Organisation behind the tool
The dataset is maintained by Valuing Impact, an organisation focused on impact measurement and sustainability analysis. The 2026 edition uses the Anker and Anker living wage methodology, a recognised framework also used by organisations such as the Global Living Wage Coalition. The dataset incorporates information from sources including Numbeo and World Bank indicators to estimate living wages across countries and household types.
What the tool does
- Provides living wage estimates for 217 countries.
- Covers eight household scenarios, including single individuals, standard families and single-parent households.
- Includes both urban and rural living wage estimates.
- Uses a household budget model covering food, housing, transport, healthcare, education, clothing, communications and contingency costs.
- Integrates purchasing power parity and demographic indicators where direct pricing data is unavailable.
- Allows users to download and analyse global living wage data for benchmarking and comparative analysis.
- Applies a three-tier estimation framework using direct cost data, regression modelling and income-group averages depending on data availability.
Target audience
The primary users are sustainability professionals, businesses, investors and researchers analysing labour standards and wage adequacy. The dataset may also be relevant for NGOs, policymakers, academics and supply chain specialists assessing social and economic conditions across jurisdictions.
Relevance to finance professionals
- Risk assessment – Supports evaluation of labour-related risks within global supply chains and regions with potential wage insufficiency.
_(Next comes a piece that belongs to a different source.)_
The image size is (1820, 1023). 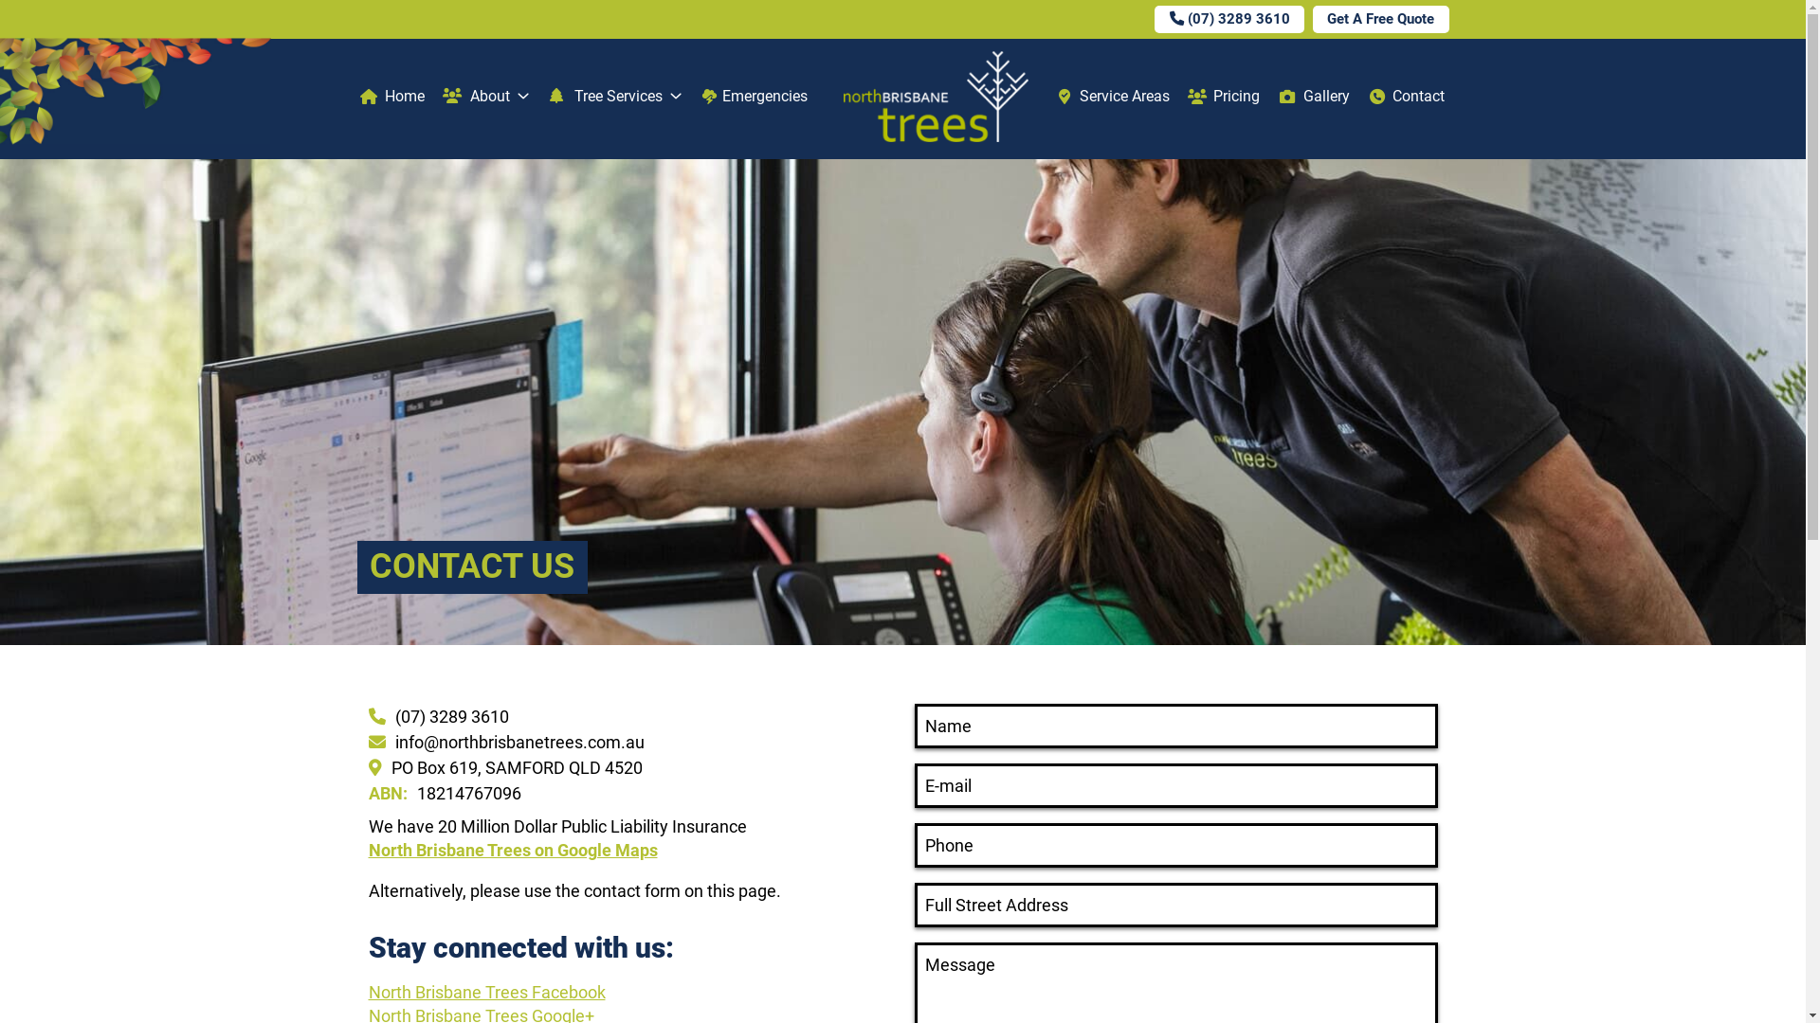 What do you see at coordinates (1229, 19) in the screenshot?
I see `(07) 3289 3610` at bounding box center [1229, 19].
- ESG analysis – Provides social metrics relevant to fair wage commitments, human capital reporting and sustainability disclosures.
- Market and sector insights – Assists analysis of labour cost pressures across industries, geographies and emerging markets.
- Investment context – Offers data relevant to long-term trends in inequality, workforce affordability and social sustainability.
- Corporate benchmarking – Can be used to compare company wage practices against living wage thresholds across jurisdictions.
- Supply chain due diligence – Supports responsible sourcing reviews and labour rights assessments linked to ESG frameworks and regulatory requirements.